Cassie Steele in The L.A. Complex |
The L.A. Complex didn’t fully succeed creatively. (It also gives shrift for the most part to Hollywood's Jewish character.) Removing Tariq from the picture in favour of the closeted American gay rapper Kaldrick King (a weak performance by Andra Fuller) didn’t work – as well as appearing to be a nod to the American audience, who presumably could not identify with the Canadian contingent on the series. And I hated the obnoxious, grating character of Beth Pirelli (Dayle McLeod), a Winnipegger who moves to L.A. with her younger brother Michael (Simon Levison) who is seen as a potential child actor in TV commercials, though the dog-eat-dog nature of that world was well depicted. The show was also uneasily pitched between young adult and adult, resulting in Abby’s too chaste threesome with an actor and actress who star in (ironically) a Christian-themed show she’s hired for. The L.A. Complex, however, did scrupulously depict with honesty the economic difficulties of living in Los Angeles – Abby, for one, is always on the verge of either being evicted or has been evicted because she can’t cough up the necessary rent – though I didn’t exactly buy the so-called cheap motel most of the show’s characters stay at, with its great pool and terrific nightly parties. But even if the show wasn’t great, it was surprisingly truthful. Imagine, a show on American TV that made abundantly clear that your chances for fame, even in our age of reality TV when no talents like the Kardashians get more than their Warholian fifteen minutes, are really mere illusion and wishing won’t make it so. That flies in the face of the myths Hollywood has been peddling since its inception, even if (very) occasionally those myths do become fact. And since believing in the possibilities of attaining the highest rung of the ladder is what fuels Hollywood legend and, in the reverse gives people the joy of reading in the tabloids and gossip columns about all those Hollywood figures who fall off the thing, The L.A. Complex is like a dash of cold water that wakes you from the false fever dream of stardom. Not surprisingly The L.A. Complex lasted a mere two short stints (at 6 and 13 episodes a season). Telling truth to power, as it will, it never really stood a chance.

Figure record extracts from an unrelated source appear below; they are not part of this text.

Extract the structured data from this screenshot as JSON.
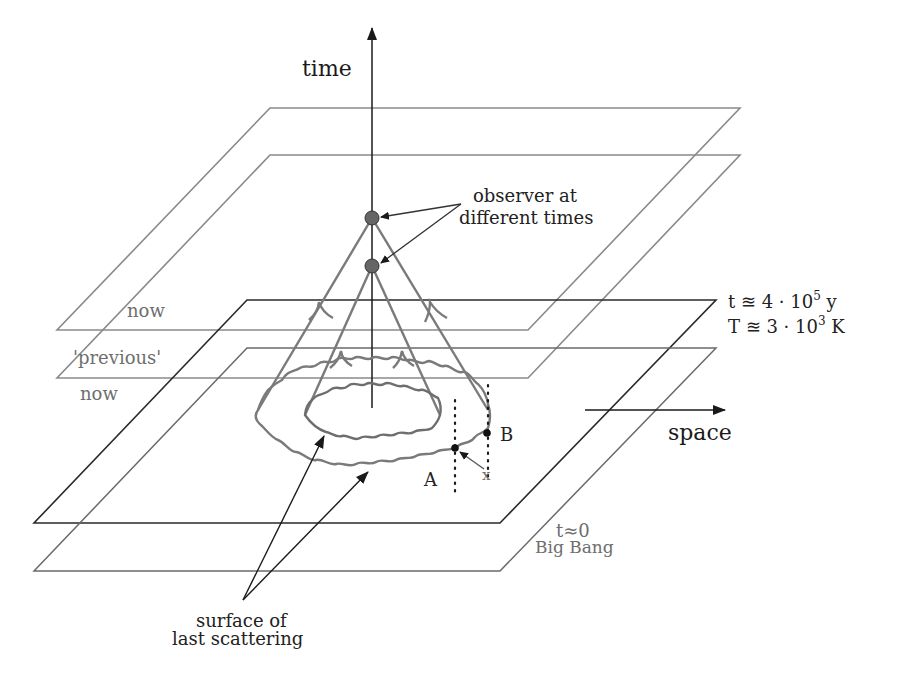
{
  "diagram": {
    "axes": {
      "time_label": "time",
      "space_label": "space"
    },
    "planes": [
      {
        "id": "now-top",
        "label": "now",
        "color": "#8a8a8a"
      },
      {
        "id": "previous-now",
        "label": "'previous'",
        "label2": "now",
        "color": "#8a8a8a"
      },
      {
        "id": "last-scattering",
        "label": "",
        "color": "#2a2a2a"
      },
      {
        "id": "big-bang",
        "label": "",
        "color": "#6a6a6a"
      }
    ],
    "annotations": {
      "observer_line1": "observer at",
      "observer_line2": "different times",
      "recomb_t_prefix": "t ≊ 4 · 10",
      "recomb_t_exp": "5",
      "recomb_t_unit": " y",
      "recomb_T_prefix": "T ≊ 3 · 10",
      "recomb_T_exp": "3",
      "recomb_T_unit": " K",
      "bigbang_t": "t≈0",
      "bigbang_label": "Big Bang",
      "surface_line1": "surface of",
      "surface_line2": "last scattering",
      "point_a": "A",
      "point_b": "B",
      "point_x": "x"
    },
    "colors": {
      "axis": "#1a1a1a",
      "cone": "#7a7a7a",
      "observer_dot": "#666666",
      "plane_light": "#8a8a8a",
      "plane_dark": "#2a2a2a"
    }
  }
}
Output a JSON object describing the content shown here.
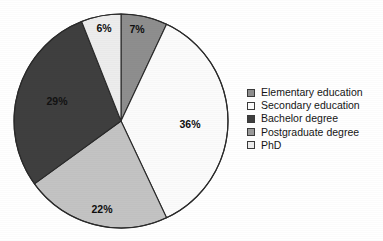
{
  "chart_data": {
    "type": "pie",
    "title": "",
    "subtitle": "",
    "xlabel": "",
    "ylabel": "",
    "legend_position": "right",
    "grid": false,
    "categories": [
      "Elementary education",
      "Secondary education",
      "Bachelor degree",
      "Postgraduate degree",
      "PhD"
    ],
    "values": [
      7,
      36,
      29,
      22,
      6
    ],
    "value_labels": [
      "7%",
      "36%",
      "29%",
      "22%",
      "6%"
    ],
    "colors": [
      "#8e8e8e",
      "#fbfbfb",
      "#3f3f3f",
      "#c3c3c3",
      "#ededed"
    ],
    "slice_order_clockwise_from_top": [
      "Elementary education",
      "Secondary education",
      "Postgraduate degree",
      "Bachelor degree",
      "PhD"
    ]
  },
  "legend": {
    "items": [
      {
        "label": "Elementary education",
        "color": "#8e8e8e",
        "value": "7%"
      },
      {
        "label": "Secondary education",
        "color": "#fdfdfd",
        "value": "36%"
      },
      {
        "label": "Bachelor degree",
        "color": "#3f3f3f",
        "value": "29%"
      },
      {
        "label": "Postgraduate degree",
        "color": "#9a9a9a",
        "value": "22%"
      },
      {
        "label": "PhD",
        "color": "#ededed",
        "value": "6%"
      }
    ]
  },
  "slice_labels": [
    {
      "text": "7%",
      "x": 137,
      "y": 29,
      "on_dark": false
    },
    {
      "text": "36%",
      "x": 190,
      "y": 124,
      "on_dark": false
    },
    {
      "text": "22%",
      "x": 102,
      "y": 209,
      "on_dark": false
    },
    {
      "text": "29%",
      "x": 57,
      "y": 101,
      "on_dark": true
    },
    {
      "text": "6%",
      "x": 104,
      "y": 28,
      "on_dark": false
    }
  ],
  "style": {
    "background": "#ffffff",
    "outline": "#2a2a2a",
    "text_color": "#151515"
  },
  "geometry": {
    "center_x": 121,
    "center_y": 121,
    "radius": 107
  }
}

– Shlomo Schwartzberg is a film critic, teacher and arts journalist based in Toronto. He teaches regular film courses at the Miles Nadal Jewish Community Centre and Ryerson University's LIFE Institute, where he just finished teaching a course on Hollywood and Society, a look at how Hollywood has handled hot-button issues in the movies over the years that began on May 9 at Ryerson.